Cop City Protestors Face RICO Charges, 61 Indicted

As expected, residents opposing the construction of a new Atlanta Police and Fire Department training facility, better known as Cop City are working vigorously to block funding for the project and kill the development altogether.
 

But while they are have been hard at work, zealously fighting to stop Cop City, 61 people have been indicted on racketeering, aka RICO, charges following a state investigation into protests against the project.

Republican Attorney General Chris Carr, who referred to the defendants as “militant activists,” may have over reached though with RICO charges, which is apparently gaining momentum in the state, as Fulton County prosecutor Fani Willis leveled RICO charges against former President Donald Trump and his 18 co-defendants. She also charged several suspected members of YSL with similar charges.

Opponents fear the training center will lead to greater militarization of the police, and that its construction in an urban forest will exacerbate environmental damage in a poor, majority-Black area.

Among the defendants in violent  more than three dozen people already facing domestic terrorism charges in connection to violent protests; three leaders of a bail fund previously accused of money laundering; and three activists previously charged with felony intimidation after authorities said they distributed flyers calling a state trooper a “murderer” for his involvement in the fatal shooting of a protester.

 

“The 61 defendants together have conspired to prevent the construction of the Atlanta Public Safety Training Center by conducting, coordinating and organizing acts of violence, intimidation and property destruction,” Carr said during a news conference Tuesday.

In linking the defendants to the alleged conspiracy, prosecutors have made a huge series of allegations. Those include everything from possessing fire accelerant and throwing Molotov cocktails at police officers, to being reimbursed for glue and food for activists who spent months camping in the woods near the construction site.

Opponents of the planned police training center are concerned that it will facilitate police militarization and that its location is a threat to the environment and disadvantaged Black people in nearby communities.

The proposed building site is also the site where a young protestor was shot and killed by a Georgia State Trooper. Manuel Esteban Paez Terán, also known as Tortuguita, was a Venezuelan environmental activist and eco-anarchist who was shot and killed by a Georgia State Patrol trooper after an officer was wounded in the leg during a raid of the Stop Cop City encampment on January 18, 2023. However on April 20, 2023 a Dekalb County medical examiner revealed that Teran was shot 57 times  with wounds in his head, torso, hands and legs.  

Opponents, of the project are also actively involved in getting the project on the ballot and force a voter referendum on stopping the project. Litigants in the case claim that Atlanta City Clerk Vanessa Waldron is thwarting their efforts to take the issue to the people by getting the petition going against the highly controversial project. 
 
In early June, after a nearly 14½ hour long session against a backdrop of hundreds of protestors, Atlanta City Council members voted 11 to 4 to fund the highly controversial Cop City in Atlanta. Opponents of the training facility say they are concerned that the state of the art police training facility will militarize police and result in more police brutality and police slayings of Black and Brown residents. 
 
Other detractors of the project say the true costs of the training facility will likely double, in terms of construction costs and human tragedy. Hundreds of Atlanta residents gathered at Atlanta City Hall to speak against legislation that would authorize an additional $33.5 million in public funding, bringing total funding to $90 million for the proposed Atlanta Police Department training compound which will be built in unincorporated Dekalb County. The project has reportedly exceeded its original budget due to loss of private funders and increased expenses related to the widespread public opposition to the project. 
 
Cop City developers expect to break ground possibly as early as August of this year.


◆ Assignment:
The entries below contain pictures. Write out only the lines from the line with "Describe the element at coordinates (275, 85)" up to and including the line with "pyautogui.click(x=<x>, y=<y>)", exactly, without them.

═════ Records for the exercise ═════

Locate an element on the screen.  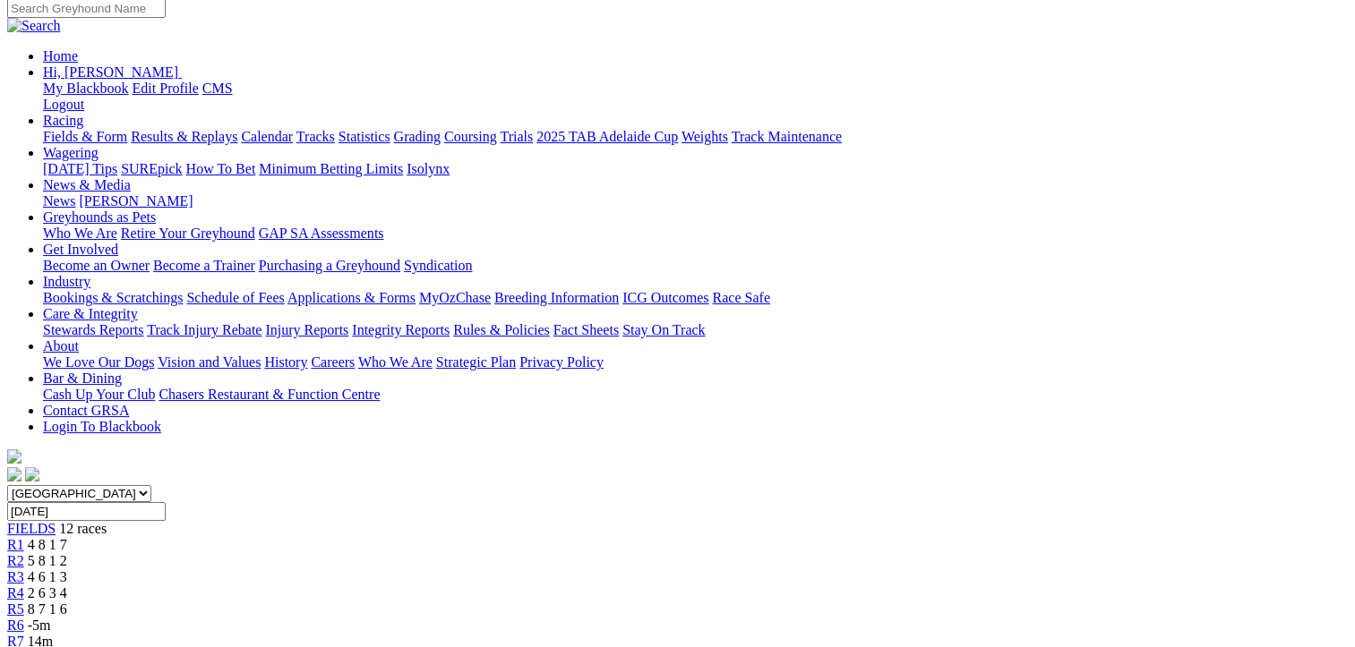
a: Bar & Dining is located at coordinates (82, 378).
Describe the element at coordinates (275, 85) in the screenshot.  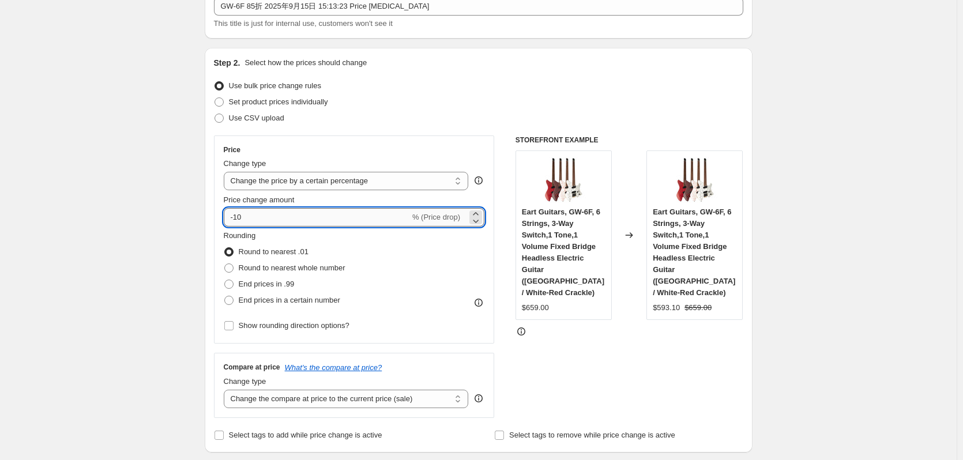
I see `span: Use bulk price change rules` at that location.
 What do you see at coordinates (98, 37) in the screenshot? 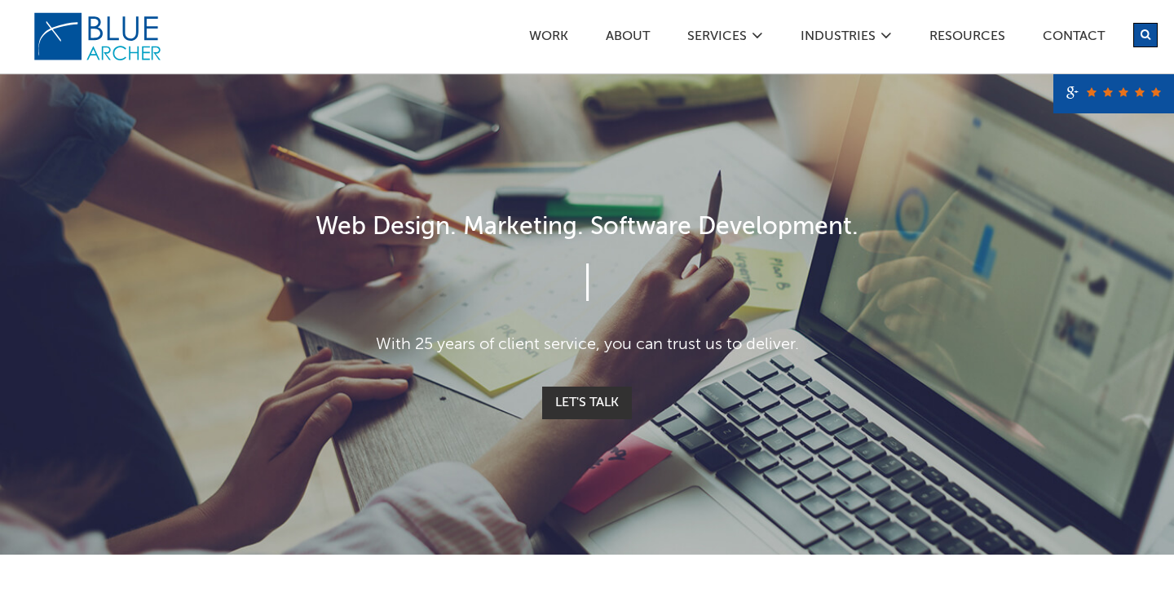
I see `img: Blue Archer Logo` at bounding box center [98, 37].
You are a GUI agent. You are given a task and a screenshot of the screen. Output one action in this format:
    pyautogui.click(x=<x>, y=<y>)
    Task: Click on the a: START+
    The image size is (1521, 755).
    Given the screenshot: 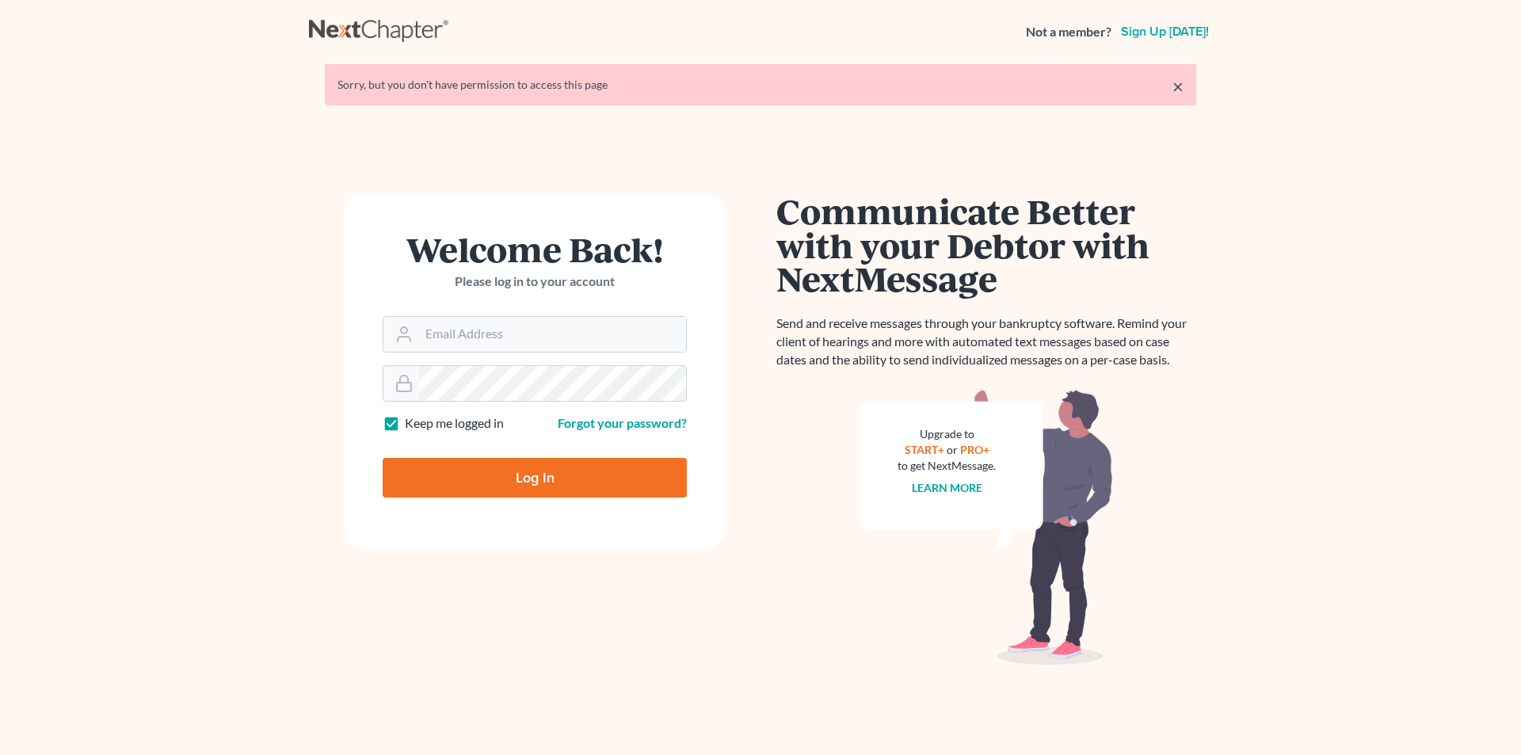 What is the action you would take?
    pyautogui.click(x=925, y=449)
    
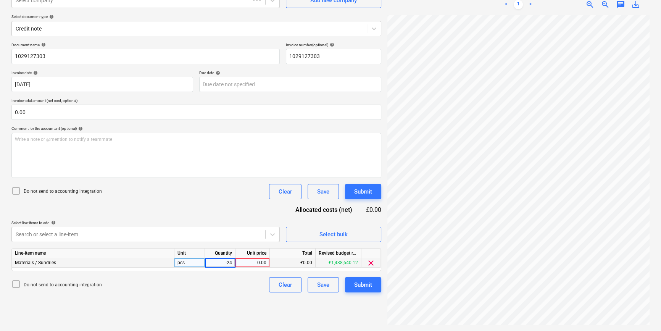 The width and height of the screenshot is (661, 331). Describe the element at coordinates (252, 263) in the screenshot. I see `div: 0.00` at that location.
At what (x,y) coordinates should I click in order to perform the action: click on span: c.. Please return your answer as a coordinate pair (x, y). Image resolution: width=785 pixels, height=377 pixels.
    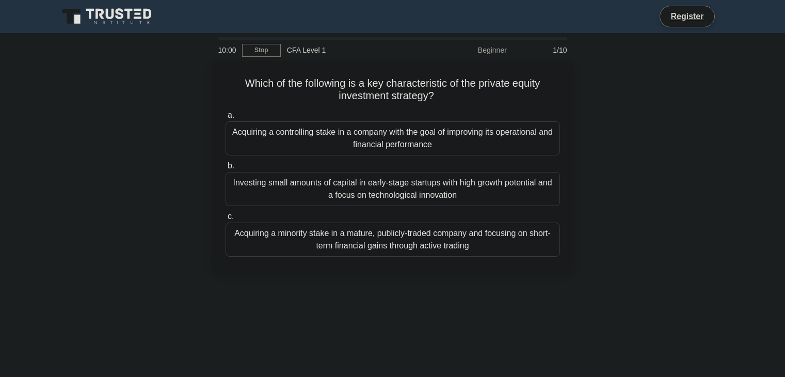
    Looking at the image, I should click on (231, 216).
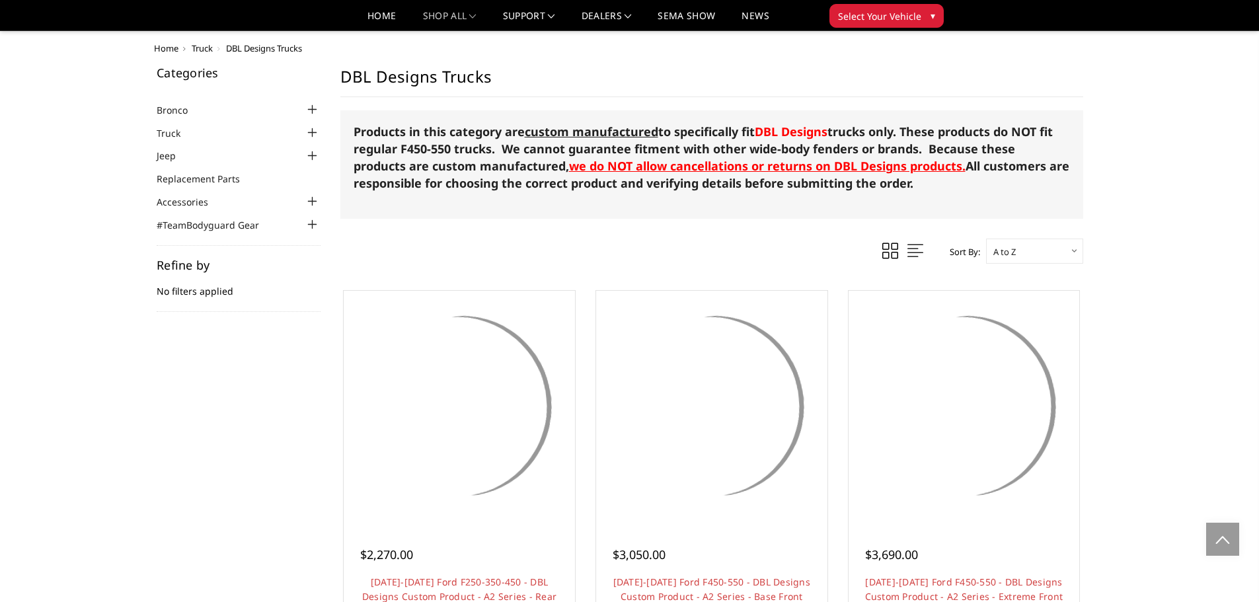  I want to click on a: 2017-2022 Ford F250-350-450 - DBL Designs Custom Product - A2 Series - Rear Bumper 2017-2022 Ford..., so click(459, 406).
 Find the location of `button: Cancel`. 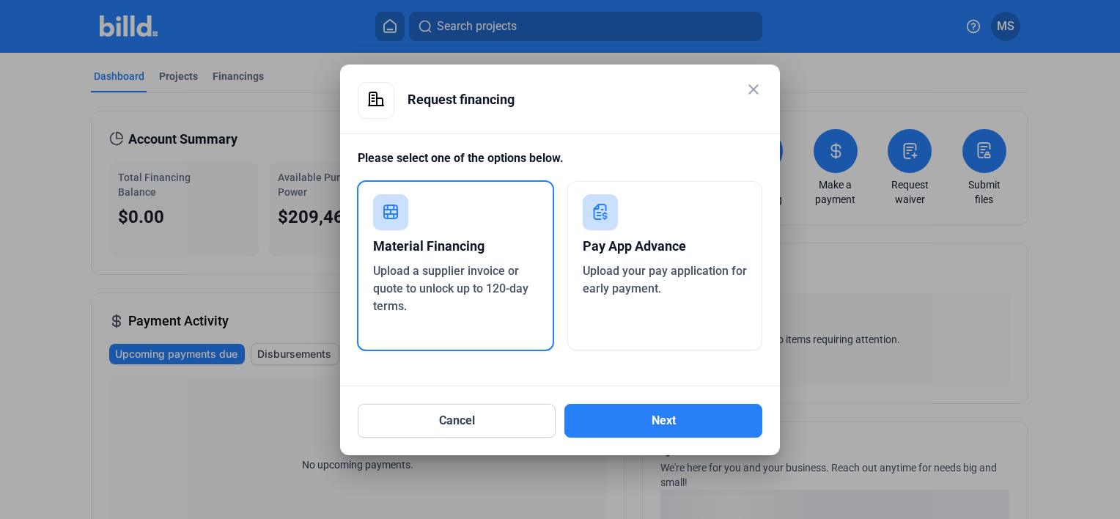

═════

◆ Answer section:
Describe the element at coordinates (275, 85) in the screenshot.  
I see `span: Use bulk price change rules` at that location.
 What do you see at coordinates (98, 37) in the screenshot? 
I see `img: Blue Archer Logo` at bounding box center [98, 37].
You are a GUI agent. You are given a task and a screenshot of the screen. Output one action in this format:
    pyautogui.click(x=<x>, y=<y>)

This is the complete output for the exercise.